MBS trucks on non-mtb deck. What do I need to know?

Love the animation. Don’t all these obstruct the screw path? can’t get the screw in?

I guess a wedge piece of wood would do the trick for cheap, with the caveat that you’d need to use wood screws to attach deck to riser and to attach truck to riser. Need to assess if it’s strong enough.

The truck bolts, the wedge bolts, explain a bit more. I’ve been drinking and am not visualizing properly in my mind.

Just the truck bolts that butt up next to eachother?

The mounting hardware, deck to riser, and riser to baseplate. Not much room in there for screws, nuts, screwdrivers, etc. I might be an idiot though.

I figure the ones from deck to riser will have the bolts on the inside of the wedge and you could use a crescent wrench to hold the bolts.

The deck to baseplate would be tricky but if you put the bolts in before assembling the wedge to the riser plates, they’ll be in place. With no room to use a tool on the bolt head, I considered just using hex head bolts and a crescent wrench from the side.

I’m definitely more concerned about the skinny side of the wedge. Not a lot of play room there. I can increase the height of the wedge without affecting angle but it makes the whole ride higher.

Would be cool to get it on a drop through deck though.

I need to stress I made this in under an hour and put almost no thought into it haha

What if for those of us with the tools… You tap the hole on the plate to truck… Add a stud from home depot (or something)and some red loctite and then I can have a nut roadside

I think a few of the designs offset the plates and cut out some reliefs for assembly. Maybe. Terrible memory.

Did someone try these aluminum welding rods?

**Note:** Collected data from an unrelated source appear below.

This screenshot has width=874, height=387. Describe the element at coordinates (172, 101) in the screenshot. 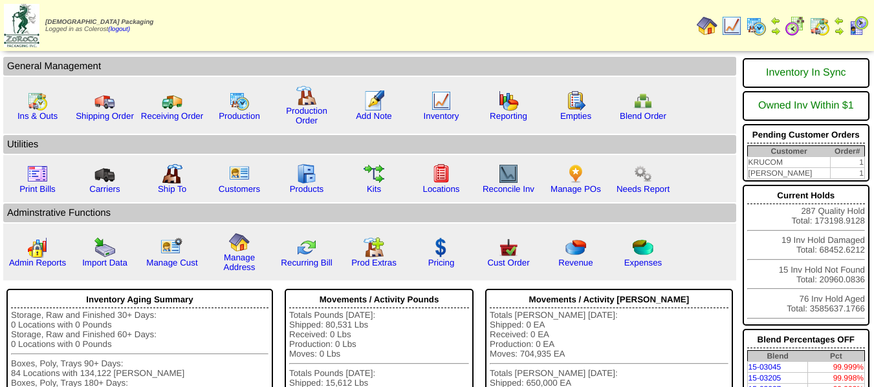

I see `img: truck2.gif` at that location.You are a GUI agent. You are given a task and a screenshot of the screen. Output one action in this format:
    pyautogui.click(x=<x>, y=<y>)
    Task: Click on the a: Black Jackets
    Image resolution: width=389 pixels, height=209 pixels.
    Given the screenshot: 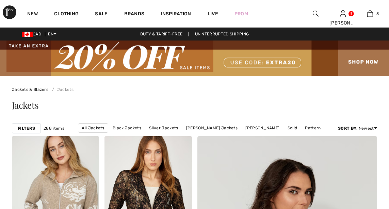 What is the action you would take?
    pyautogui.click(x=127, y=128)
    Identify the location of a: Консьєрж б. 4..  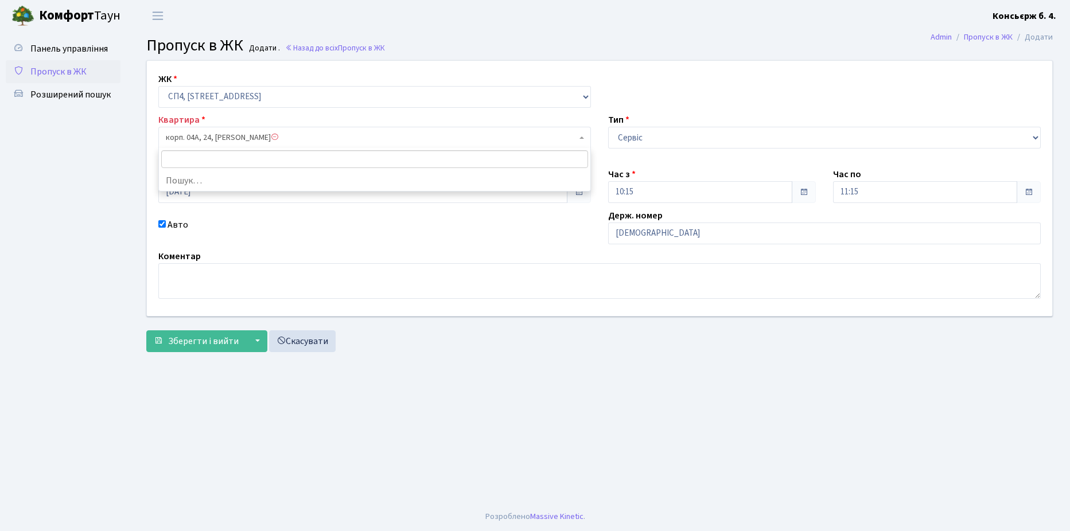
(1024, 16).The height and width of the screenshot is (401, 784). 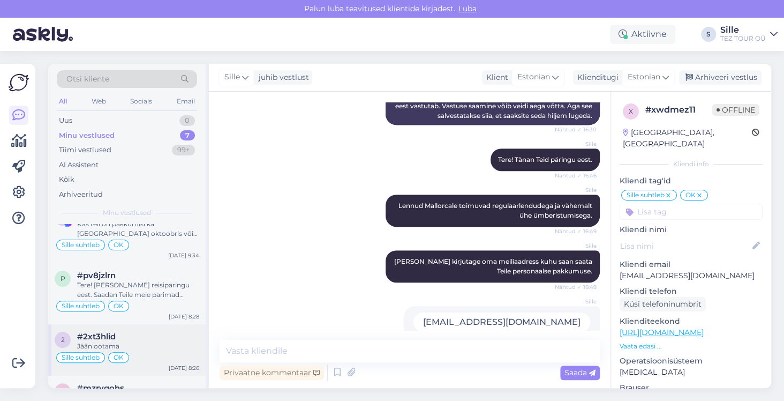 I want to click on div: Privaatne kommentaar, so click(x=272, y=372).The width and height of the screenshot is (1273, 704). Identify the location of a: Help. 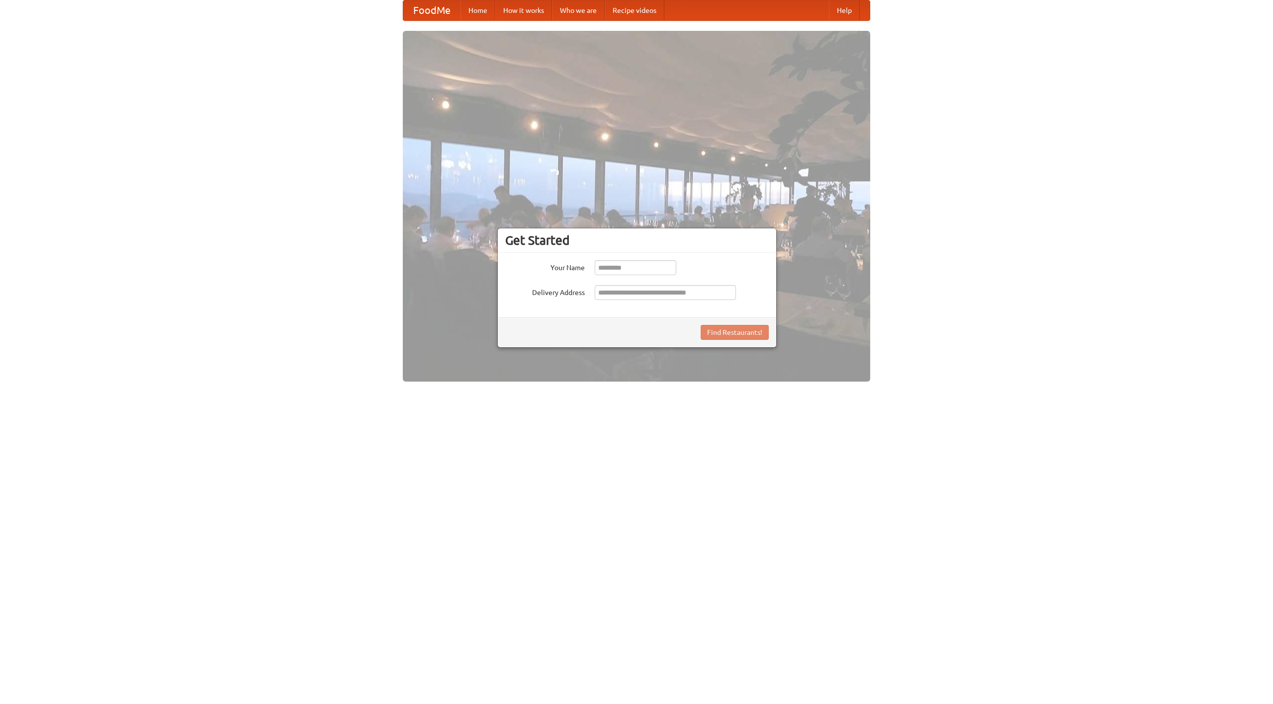
(844, 10). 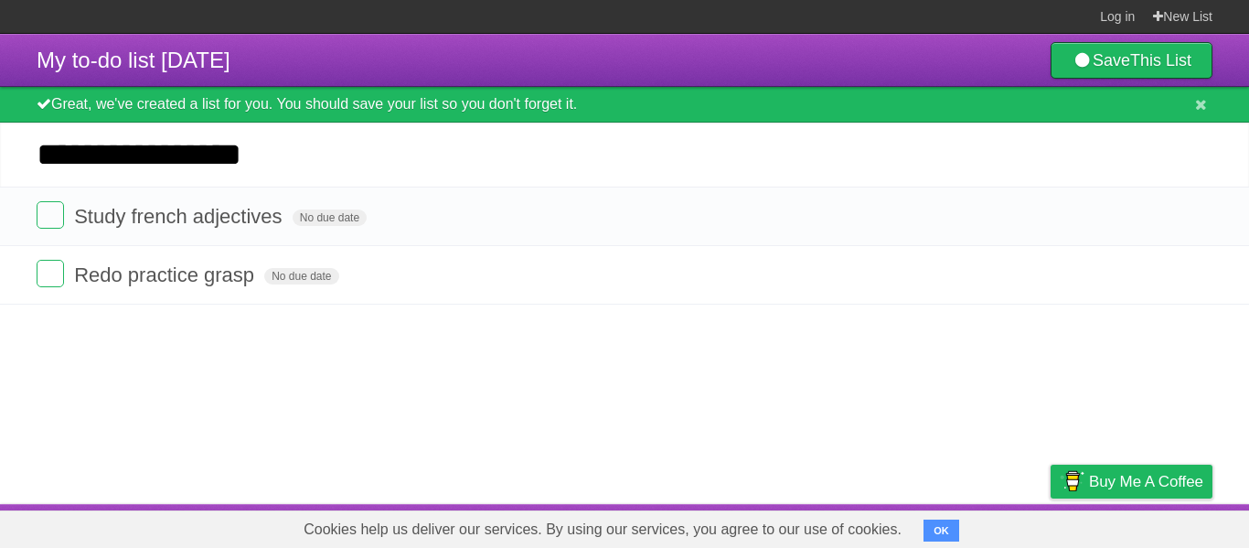 What do you see at coordinates (1155, 526) in the screenshot?
I see `a: Suggest a feature` at bounding box center [1155, 526].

If these work as shown than you can do a simple 4 piece laser cut of sheet aluminum and assemble/weld to a wedge.

Probably the cheapest option

For those who are thinking of other materials other than a solid chunk of aluminum. Don’t.

@moon we are counting on you now. I’ll get a set if you are making a solid 1 piece.

8 Likes

mild steel should be fine, eh? Easy to weld unlike aluminum. Is that the 3dservisas one?

1 Like

Yep, this happened to the rear truck only. Front is fine.

Someone got a set of 10 made on the other forum but not sure if he’s making anymore. I like this design,
the additional support helps.

3 Likes

Damn you’re having the shit luck with 3ds stuff. :frowning: And $$$ stuff too!

Looks like the weld was shitty…

Thats shitty

Took me some time to dig this up but I made a set of these designed for 3d printing back when I was first getting started.


I used ASA-X but nylon might work too. Used them for about a year with no problems, upgraded to metal ones from the guy @Linny mentioned. I can ask him if he’s making more if you want.

6 Likes

Ah nice! So you’re the one who made these, brilliant work my friend.

What’s ASA-X? Pardon me asking haha

2 Likes

Thank you! I went through a few iterations, the thread for that is still somewhere on the old forum.
ASA-X is basically ABS with much better layer adhesion and UV protection. This makes it noticably stronger, though you shouldn’t expect the same from it as metal of course. It’s generally more expensive too.

1 Like

Found the thread:


Somebody near a pc, archive this one please?

1 Like

This is the thread :joy:

1 Like

so i back at this, ive got a friend who welds, aside from weight concerns what are the peoples thoughts on steel?